I think that rebounding especially adds value to players from past eras where the game was played closer to the basket mostly. Getting rebounds was a fight and it meant alot to a team's success. Pat Riley said himself "no rebounds, no rings" and though it's not the only factor ofcourse in how good a team is, it is one of the factors.

Charles Barkley is a player that comes to mind with this. He was a great player and one of the best rebounders ever. I think this makes him a better player, separates a bit, than other greats at his position and other positions. Adding his gravity, attracting defenses as he did, it makes him very valuable.

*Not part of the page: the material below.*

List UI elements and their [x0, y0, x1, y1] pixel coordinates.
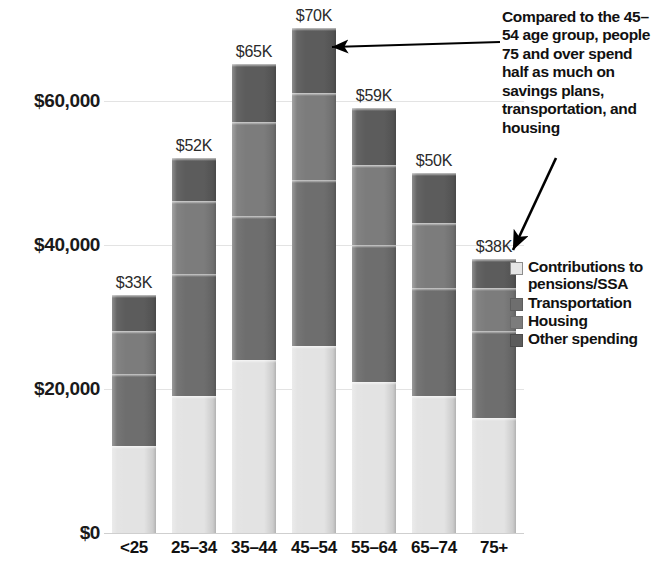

I don't think players like Curry, Durant and Nowitzki, commonly rated in the top 20 by some, are better than Barkley because they added rather little in rebounding compared to Chuck. Also another reason why bigs in history are better than smaller, perimeter players mostly.

Re: What value and how valuable is rebounding

Posted: Thu Oct 16, 2025 11:50 am
by penbeast0
Are we including boxing out? Getting back on defense or rebounding while also playing strong defense rather than leaving your man early to get more boards? Era differentials? Not all rebounding is created equal and more than prime Iverson's points are equal to prime Curry's points.

Re: What value and how valuable is rebounding

Posted: Thu Oct 16, 2025 12:42 pm
by eminence
On a team level Oliver had his traditional values as 40% shooting, 25% turnovers, 20% rebounding, 15% FTs

More modern PCA style analysis points towards that probably overrating rebounding/FTs a bit and underrating the other two (something like 45/30/15/10). In the NBA at least - there doesn't seem to be as much difference between the best/worst rebounders as there is the best/worst shooters/ballhandlers/defenders.

FTs seem to generally get lumped with shooting these days to wind up with a 6 factor analysis - PPS/TOV/REB

Generally offensive rebounding seems to have a higher individual potential for impact - seems to follow the traditional view that defensive rebounding is a team game.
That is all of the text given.